## What the task requires
Please repeat the listing in its entirety, without any alteration.
------------------------------
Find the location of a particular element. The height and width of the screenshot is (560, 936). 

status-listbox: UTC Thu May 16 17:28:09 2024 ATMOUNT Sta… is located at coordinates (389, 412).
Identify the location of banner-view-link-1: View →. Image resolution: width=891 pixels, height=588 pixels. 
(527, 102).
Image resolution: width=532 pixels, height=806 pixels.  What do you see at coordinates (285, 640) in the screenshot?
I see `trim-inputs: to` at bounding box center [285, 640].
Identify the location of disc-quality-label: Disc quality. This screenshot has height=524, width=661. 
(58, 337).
------------------------------
## Worked solution
Find the location of a particular element. The height and width of the screenshot is (560, 936). 

status-listbox: UTC Thu May 16 17:28:09 2024 ATMOUNT Sta… is located at coordinates (389, 412).
Identify the location of banner-view-link-1: View →. Image resolution: width=891 pixels, height=588 pixels. 
(527, 102).
Image resolution: width=532 pixels, height=806 pixels.  What do you see at coordinates (285, 640) in the screenshot?
I see `trim-inputs: to` at bounding box center [285, 640].
Identify the location of disc-quality-label: Disc quality. This screenshot has height=524, width=661. 
(58, 337).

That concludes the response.